Third-Party Cyber Risk for Charities: When Your Technology Suppliers Are the Weak Link

Most charities rely on third-party suppliers for their most critical systems: CRM platforms for donor management, case management systems for beneficiary services, digital fundraising platforms, payroll providers, and cloud email services. Each of these suppliers processes charity data — and under UK GDPR, the charity as data controller remains responsible for ensuring those suppliers have appropriate security measures in place. When a widely-used charity CRM platform suffers a breach, every charity using it is affected simultaneously — as happened in 2023 when a major charity software provider was ransomed.

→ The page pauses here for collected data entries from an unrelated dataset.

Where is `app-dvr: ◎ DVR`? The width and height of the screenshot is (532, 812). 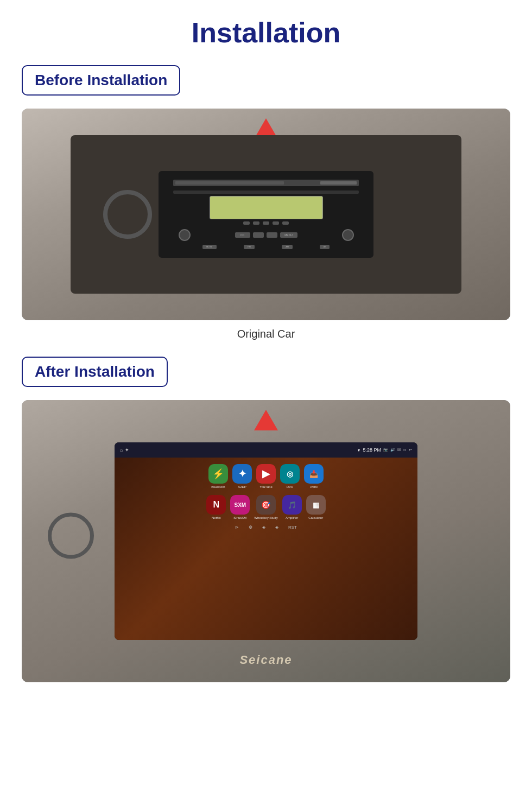
app-dvr: ◎ DVR is located at coordinates (290, 477).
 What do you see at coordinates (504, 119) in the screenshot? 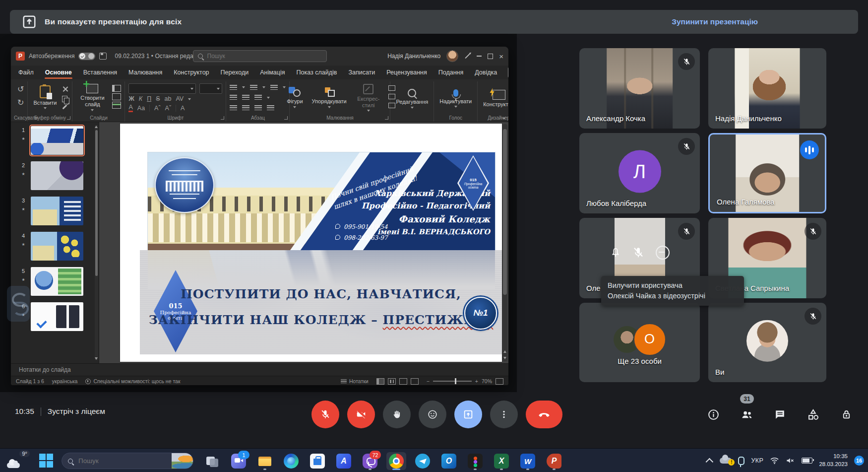
I see `collapse-ribbon-icon` at bounding box center [504, 119].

A 2023 ransomware attack on a major charity software provider simultaneously affected over 200 UK charities — exposing the single-point-of-failure risk of shared charity IT infrastructure.

How Supply Chain Attacks Affect Charities

Charities are particularly exposed to supply chain attacks because many use the same small set of sector-specific software providers — charity CRM systems, online fundraising platforms, grant management systems, and case management software. When one of these providers is compromised, the impact cascades across the entire sector simultaneously. The 2023 attack on a major UK charity software provider demonstrated this: a single ransomware attack disrupted operations for hundreds of charities, exposing donor and beneficiary data across the sector. Charities had little warning and limited ability to assess the impact because they had not conducted security assessments of their suppliers.

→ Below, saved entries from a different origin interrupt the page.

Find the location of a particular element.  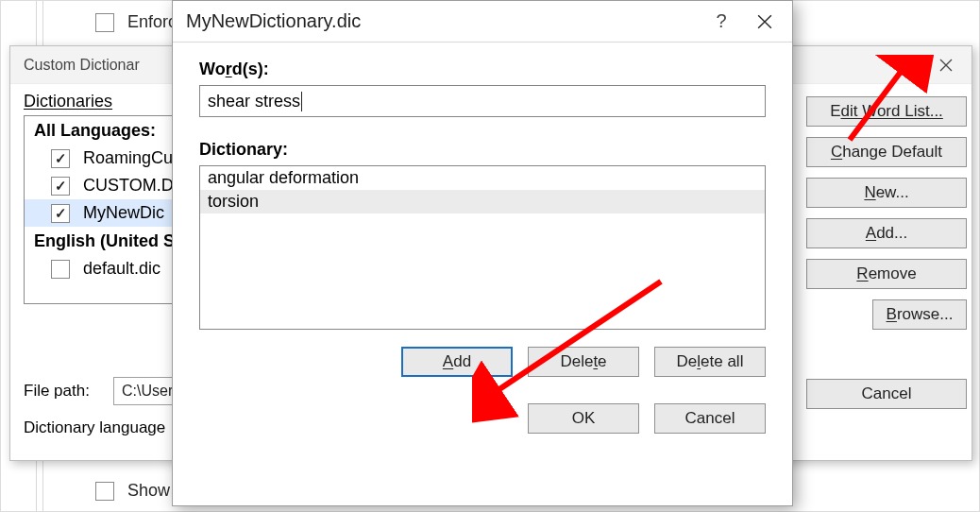

edit-word-list-button: Edit Word List... is located at coordinates (887, 111).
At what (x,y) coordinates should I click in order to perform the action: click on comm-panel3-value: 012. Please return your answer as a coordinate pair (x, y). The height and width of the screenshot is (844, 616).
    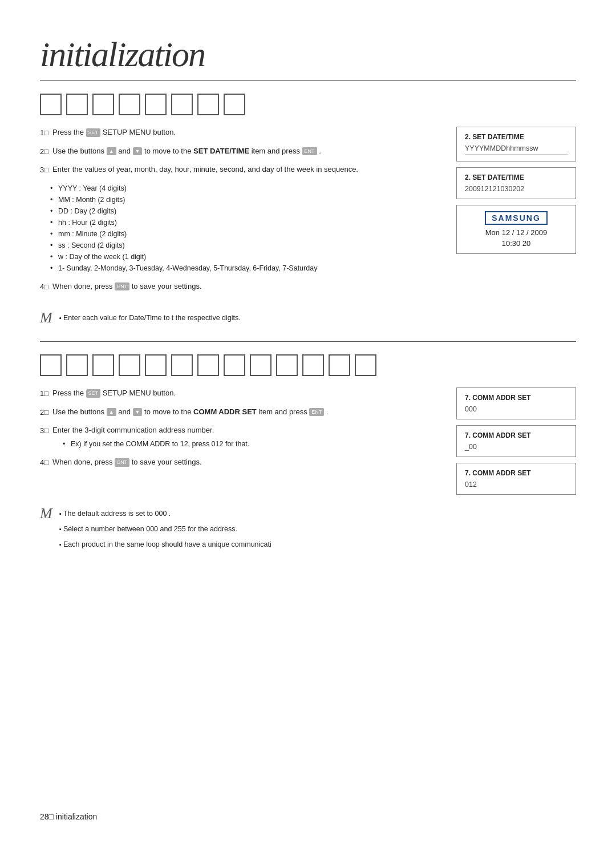
    Looking at the image, I should click on (516, 484).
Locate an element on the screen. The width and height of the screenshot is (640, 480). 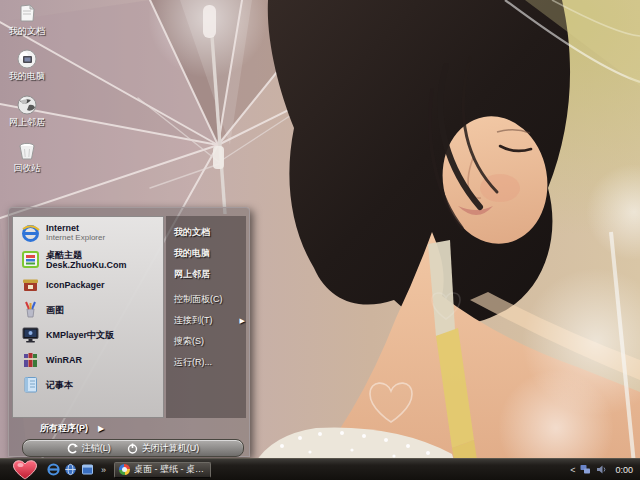
taskbar: » 桌面 - 壁纸 - 桌酷壁... < 0:00 is located at coordinates (320, 469).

Managing Supplier Security for Charities

Charities should apply proportionate supplier security management: create an inventory of all technology suppliers with access to charity data (CRM, case management, fundraising platform, payroll, email, cloud storage); tier by risk (Tier 1: direct access to beneficiary or donor data, high volume; Tier 2: access to operational systems, limited data); require Cyber Essentials certification from Tier 1 suppliers; include a data processing agreement with all data processors; include breach notification obligations in all supplier contracts; and monitor for public news of supplier security incidents. This does not require large resources — a spreadsheet inventory, template DPAs, and a simple supplier questionnaire are sufficient for most charities. Kyanite Blue helps charities implement proportionate supplier security programmes.